The Yankees "are still adept at throwing their considerable weight around" on the business side, as they did last week when they "announced they would no longer accept print-at-home tickets," according to Billy Witz of the N.Y. TIMES. This move "could make it more cumbersome for buyers and sellers on the resale market who do not go through the Yankees’ ticket exchange." Yankees COO Lonn Trost "was lambasted as elitist for suggesting in a Thursday radio interview that some fans do not belong in premium seats." Yankees President Randy Levine on Saturday said that StubHub "had stoked the controversy, accusing it of putting out a narrative 'that’s completely fraudulent and completely false.'” However, Levine said that the Yankees "would be willing to allow StubHub and other companies to unlock mobile tickets so they could be resold separate from the Yankees’ ticket exchange and without price floors." He said, "We would work with ticket providers as long as we know they’re legitimate, doing it in the spirit of helping our ticket buyers. But the ones I’ve talked to, including StubHub and SeatGeek, they don’t want to do that because they don’t want to spend the time and money.” StubHub Global Head of Communications Glenn Lehrman said, "That is definitely news to us and definitely something we’d be interested in. You’d be opening up a playing field and being given the opportunity to buy and sell tickets in an open marketplace, which is what we’re asking.” Witz noted if an accord is reached, it will "end the latest dust-up between the Yankees and StubHub." Levine reiterated the Yankees’ stance that "protecting customers from fraud was the primary driver in their decision to discontinue print-at-home tickets." He "cited two types: someone printing out multiple copies of the same ticket and doctoring a printout to change the row and seat numbers to fetch a higher price" (N.Y. TIMES, 2/21).

FINDING A RESOLUTION: The WALL STREET JOURNAL's Jared Diamond reports StubHub is "exploring solutions to combat the Yankees’ policy." StubHub is "considering a New York concierge service, which would involve a messenger collecting tickets from the seller and bringing them to the service center for later pickup or even delivering them straight to the buyer." Another thing StubHub could try "is to essentially act as a matchmaker for sellers with mobile tickets and prospective buyers." Industry experts said that "protecting the value of tickets is the Yankees primary goal, even if by artificial means." Smith College Economist Andrew Zimbalist said, “The teams are trying to gain some control back over their pricing structure.” Columbia Univ.

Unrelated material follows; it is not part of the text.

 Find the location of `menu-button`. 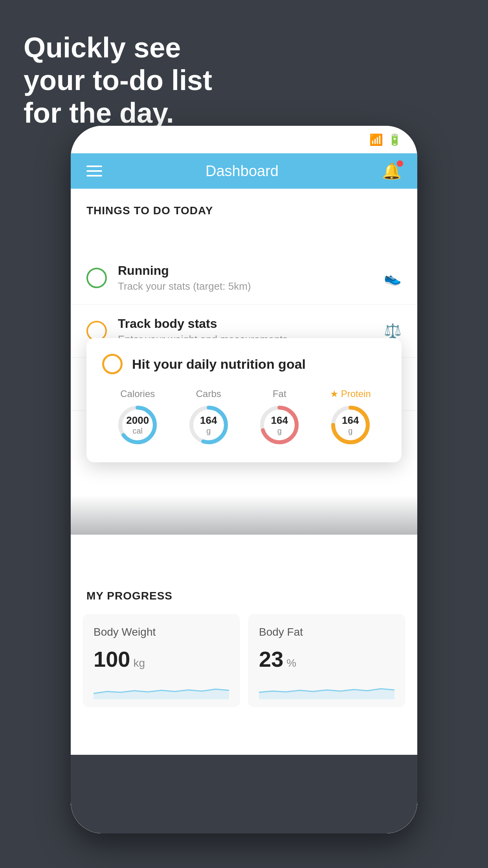

menu-button is located at coordinates (94, 171).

Graduate Sports Management Program Dir Vince Gennaro said, “Imposing a floor for resale pricing will end up testing the reasonableness of their season ticket pricing" (WALL STREET JOURNAL, 2/22).

FANS WANT RESULTS: In N.Y., Mike Lupica writes, "Sometimes you worry that executives in sports, and not just Lonn Trost, are looking more at their fancy seats and not the people in them, forgetting that a crowd at the ballpark is still the most ecumenical of all in sports, no matter how much people paid for their tickets." Maybe the "best solution here is for the Yankees to get really, really good again" (N.Y. DAILY NEWS, 2/21). Also in N.Y., Phil Mushnick writes under the header, "Yankees Doing More And More To Price Out The Common Fan." From the moment it opened, the new Yankee Stadium has priced the best-to-better seats "to be purchased not by fans but by corporations." But even corporations "have limits" (N.Y. POST, 2/22).